FAO-Government project to intensify agriculture pays off for female farmers in Niger

Micro-finance helps female farmers improve their livelihoods

Key facts

Established in 2008, IARBIC is a five-year, EUR 6 million project which aims to intensify agriculture in Niger. According to FAO's most recent hunger statistics, Niger has succeeded in reducing undernourishment threefold in the last two decades. It now affects one out of every eight persons, as compared to almost one in three in 1990-1992.  Between 2008 and 2013 the project has resulted in: 264 input shops created (including 75 that had already benefitted from EU-funding) which brings to 783 the total number of such shops (including those established in previous years and by partners that have followed the IARBIC example); some 375 farmers’ field schools and 750 demonstrations being organized that reached almost 7 500 farmers, half of them women; 100 warehouses for ‘warrantage’, now available to some 100 000 farmers; and the establishment of a EUR 653 000 guarantee fund for eight farmers’ federations  representing 164 000 farmers. 

In trying to improve agricultural productivity, IARBIC has promoted innovative micro-financing schemes to provide smallholders with what they so painfully lack: money. The project is supporting an inventory credit system known as ‘warrantage', under which farmers, rather than selling at harvest time when prices are low, stock part of the harvest and use it as collateral to obtain credit from a bank.

In Danja, Niger farmers’ organizations run by women have managed to enhance their incomes and yields using this micro-finance scheme. 

Tchima Ibrahim’s  harvest has been good: almost 3 500 kg of millet from a plot of 3.5 hectares. Half of it she has kept for her own needs, while the other half can be sold if need be. For the moment, she is holding on to it. 

Rather than selling at harvest time, when everyone else is doing the same and prices are low, Tchima, a 52-year old mother of seven, uses her crop as collateral for a bank loan.  

Many women from Danja and surrounding villages in southern Niger have followed the same practice. They belong to one of a number of farmers’ organizations under the umbrella of a union that  Tchima Ibrahim herself heads. Altogether, they are 137 female farmers. 

An integrated approach

Using the loan money, the women have been engaging in income generating activities by producing peanut oil to sell to the local market. Others raise feeders for sale. The revenues come as a welcome addition to their household income and can also be used to buy seeds and fertilizer for the next planting season. 

At the same time, part of the returns flow directly back to the farmers’ organization to which the women belong. “And that,” says Ibrahim Doubou , the local representative of the Ministry of Agriculture, “is a good illustration of how IARBIC’s integrated approach works.” Because micro-finance does not stand alone. It is a means to strengthen farmer organizations, which themselves are at the heart of the approach, as they are well placed to provide smallholder farmers with the means to increase their yields and with the knowledge to use them. 

Tchima Ibrahim estimates that her harvest of 3 500 kg is five times what she would have produced in the past. Part of this is due to training, she says. They started with IARBIC support in 2009 until the revenues were enough for the organization to foot the bill itself, just three years later. 

Tchima learned how to select the seed variety best suited for her particular plot of land. She uses two varieties of millet seeds, called “zatib” and “sossat”. Another lesson she learned regards the “micro-dosis” -  or the amount of fertilizer that most increases production. Tchima shows how you pick the right dose by taking three fingers full from a bag of fertilizer. “You put that in the hole first,” she explains, “then you add the seed and cover it all with earth.”

Right now, Tchima is waiting until “the monsoon starts blowing”  to sell her harvest. She refers to the lean season, when food stocks start to run low and prices climb. With the proceeds, she intends to repay the loan and pocket the difference. 

But, what if prices do not go up? It has been four months since she has harvested and the price of millet is still the same. Tchima is aware of this, but she is confident they will start rising soon.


▸ What the exercise asks
The finished copy should hold every entry exactly as given, and no pictures.

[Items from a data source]
• • • •
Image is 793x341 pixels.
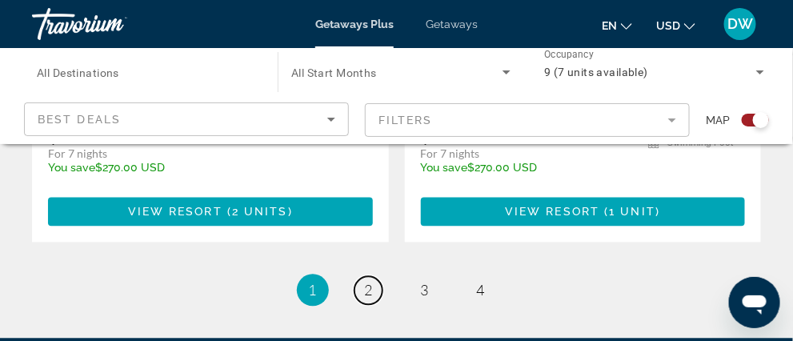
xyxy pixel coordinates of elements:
span: You save [48,162,95,174]
mat-select: Sort by [38,110,335,129]
span: DW [727,16,753,32]
span: USD [656,19,680,32]
span: ( ) [222,206,293,218]
span: ( ) [599,206,660,218]
span: 2 [365,282,373,299]
button: User Menu [719,7,761,41]
span: 4 [477,282,485,299]
span: You save [421,162,468,174]
button: View Resort(1 unit) [421,198,746,226]
span: en [602,19,617,32]
span: 9 (7 units available) [544,66,648,78]
span: All Destinations [37,66,119,79]
span: 1 unit [610,206,656,218]
p: For 7 nights [48,147,260,162]
span: Best Deals [38,113,121,126]
span: View Resort [128,206,222,218]
span: 3 [421,282,429,299]
button: Change language [602,14,632,37]
button: View Resort(2 units) [48,198,373,226]
p: For 7 nights [421,147,633,162]
iframe: Button to launch messaging window [729,277,780,328]
a: Travorium [32,3,192,45]
span: Occupancy [544,50,594,61]
span: Map [706,109,730,131]
span: 2 units [232,206,288,218]
span: View Resort [505,206,599,218]
a: Getaways Plus [315,18,394,30]
span: 1 [309,282,317,299]
p: $270.00 USD [421,162,633,174]
nav: Pagination [32,274,761,306]
button: Filter [365,102,690,138]
button: Change currency [656,14,695,37]
a: Getaways [426,18,478,30]
p: $270.00 USD [48,162,260,174]
span: All Start Months [291,66,377,79]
• • • •
▸ Solution to the exercise
Image is 793x341 pixels.
xyxy pixel coordinates of elements:
span: You save [48,162,95,174]
mat-select: Sort by [38,110,335,129]
span: DW [727,16,753,32]
span: USD [656,19,680,32]
span: ( ) [222,206,293,218]
span: ( ) [599,206,660,218]
span: 2 [365,282,373,299]
button: User Menu [719,7,761,41]
span: 4 [477,282,485,299]
span: You save [421,162,468,174]
button: View Resort(1 unit) [421,198,746,226]
span: en [602,19,617,32]
span: 9 (7 units available) [544,66,648,78]
span: All Destinations [37,66,119,79]
span: 1 unit [610,206,656,218]
p: For 7 nights [48,147,260,162]
span: Best Deals [38,113,121,126]
span: View Resort [128,206,222,218]
span: 3 [421,282,429,299]
button: Change language [602,14,632,37]
button: View Resort(2 units) [48,198,373,226]
p: For 7 nights [421,147,633,162]
iframe: Button to launch messaging window [729,277,780,328]
a: Travorium [32,3,192,45]
span: Occupancy [544,50,594,61]
span: Map [706,109,730,131]
span: 2 units [232,206,288,218]
span: View Resort [505,206,599,218]
a: Getaways Plus [315,18,394,30]
span: 1 [309,282,317,299]
p: $270.00 USD [421,162,633,174]
nav: Pagination [32,274,761,306]
button: Filter [365,102,690,138]
button: Change currency [656,14,695,37]
a: Getaways [426,18,478,30]
p: $270.00 USD [48,162,260,174]
span: All Start Months [291,66,377,79]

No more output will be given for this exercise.